Nissan Juke: On the wild tour


The 94 hp of the 1.6 liter four-cylinder is pimped with a 49 hp electric drive and a starter generator (20 hp).
In the middle of Morocco, around the small town of Errachidia, not all deserts are the same: from pure sand to rocky sections, dunes and steppe with scrubby grass and barren trees, even the vast landscape is varied. Just like the drive portfolio should be. This summer, the Juke will be offered as a hybrid for the first time. Of course it is – how could it be otherwise – under the hood of the desert runabout.
145 hp system power
To get straight to the point: No, this car is neither a thoroughbred rally car nor built according to regulations.
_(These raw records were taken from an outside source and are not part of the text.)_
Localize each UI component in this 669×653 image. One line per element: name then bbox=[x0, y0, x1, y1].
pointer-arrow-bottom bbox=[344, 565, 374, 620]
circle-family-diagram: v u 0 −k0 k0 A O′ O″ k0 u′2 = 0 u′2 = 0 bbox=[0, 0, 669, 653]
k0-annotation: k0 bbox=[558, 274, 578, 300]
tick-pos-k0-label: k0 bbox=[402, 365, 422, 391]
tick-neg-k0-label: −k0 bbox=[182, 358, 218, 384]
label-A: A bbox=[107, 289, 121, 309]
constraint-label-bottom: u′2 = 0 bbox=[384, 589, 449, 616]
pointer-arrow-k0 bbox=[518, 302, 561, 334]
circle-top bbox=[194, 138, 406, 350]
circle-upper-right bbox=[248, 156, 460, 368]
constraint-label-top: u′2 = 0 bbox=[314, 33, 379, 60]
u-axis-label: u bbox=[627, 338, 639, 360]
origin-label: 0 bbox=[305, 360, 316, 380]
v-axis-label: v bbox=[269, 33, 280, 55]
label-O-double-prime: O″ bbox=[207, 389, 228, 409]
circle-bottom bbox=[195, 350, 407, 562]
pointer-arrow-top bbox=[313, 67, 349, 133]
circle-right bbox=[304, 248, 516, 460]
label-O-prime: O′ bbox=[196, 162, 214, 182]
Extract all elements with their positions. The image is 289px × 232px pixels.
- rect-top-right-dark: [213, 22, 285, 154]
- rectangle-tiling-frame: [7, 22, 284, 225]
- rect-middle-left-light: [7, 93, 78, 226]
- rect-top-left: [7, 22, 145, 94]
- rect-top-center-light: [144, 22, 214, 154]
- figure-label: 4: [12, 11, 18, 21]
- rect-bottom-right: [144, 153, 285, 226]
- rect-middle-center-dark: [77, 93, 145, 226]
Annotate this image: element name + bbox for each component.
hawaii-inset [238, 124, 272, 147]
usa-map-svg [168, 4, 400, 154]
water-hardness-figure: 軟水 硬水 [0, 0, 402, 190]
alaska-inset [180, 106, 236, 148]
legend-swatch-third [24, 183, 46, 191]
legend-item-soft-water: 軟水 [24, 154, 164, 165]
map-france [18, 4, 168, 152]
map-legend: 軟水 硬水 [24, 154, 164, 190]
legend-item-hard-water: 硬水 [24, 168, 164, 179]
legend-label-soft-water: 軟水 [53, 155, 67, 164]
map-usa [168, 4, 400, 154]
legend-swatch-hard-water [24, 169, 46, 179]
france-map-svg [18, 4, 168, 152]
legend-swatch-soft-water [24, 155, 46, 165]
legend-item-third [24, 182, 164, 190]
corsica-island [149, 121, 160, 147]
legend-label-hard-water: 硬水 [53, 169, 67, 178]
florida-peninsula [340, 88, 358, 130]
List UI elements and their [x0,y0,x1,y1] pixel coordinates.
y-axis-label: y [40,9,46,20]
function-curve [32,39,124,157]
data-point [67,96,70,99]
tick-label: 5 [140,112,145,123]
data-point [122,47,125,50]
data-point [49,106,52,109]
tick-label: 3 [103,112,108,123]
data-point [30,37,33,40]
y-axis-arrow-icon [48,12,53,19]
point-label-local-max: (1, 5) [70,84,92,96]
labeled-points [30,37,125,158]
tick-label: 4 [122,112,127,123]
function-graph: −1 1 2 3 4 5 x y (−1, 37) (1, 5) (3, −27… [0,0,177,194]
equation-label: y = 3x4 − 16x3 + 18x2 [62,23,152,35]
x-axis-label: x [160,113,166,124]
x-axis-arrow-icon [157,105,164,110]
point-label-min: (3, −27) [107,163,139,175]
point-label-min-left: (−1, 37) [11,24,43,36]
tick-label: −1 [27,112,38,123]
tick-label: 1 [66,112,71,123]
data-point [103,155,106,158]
It is therefore also forgivable that the performance data is manageable: the petrol engine has 69 kW (94 hp) and delivers a maximum torque of 148 Newton meters. The electric motor with its maximum 205 Newton meters pimps that up significantly – with an output of 36 kW (49 hp). And the 15 kW (20 hp) starter generator also plays a part in the drive trio. That makes a combined 145 hp system output.
In the dusty nowhere you are fast enough with it. Attention is required. Deep furrows cross the path. Brake quickly. The needle of the round instrument next to the speedometer, which shows the power consumption and output of the hybrid system, dives deep into the “Charge” scale. At only 1.2 kilowatt hours, the comparatively small battery charges exclusively through recuperation. While the Rallye-Juke usually starts up electrically, the driver has no influence on when which motor is used. A multimodal transmission with four gears for the combustion engine and two “electric” gears is the hub of the drive.

Safety first: Reporter Martin Westerhoff in the cockpit of the Rally Juke.
The advantage of this transmission: It can switch between different hybrid types – serial, parallel or power-split. The transitions cannot be felt. Only heard when the combustion engine fails. In the production version, the Juke Hybrid consumes around 40 percent less fuel in urban areas and up to 20 percent less in combined transport than the 1.0-liter petrol engine with 84 kW (114 hp). Combined, that would correspond to exactly four liters per 100 kilometers.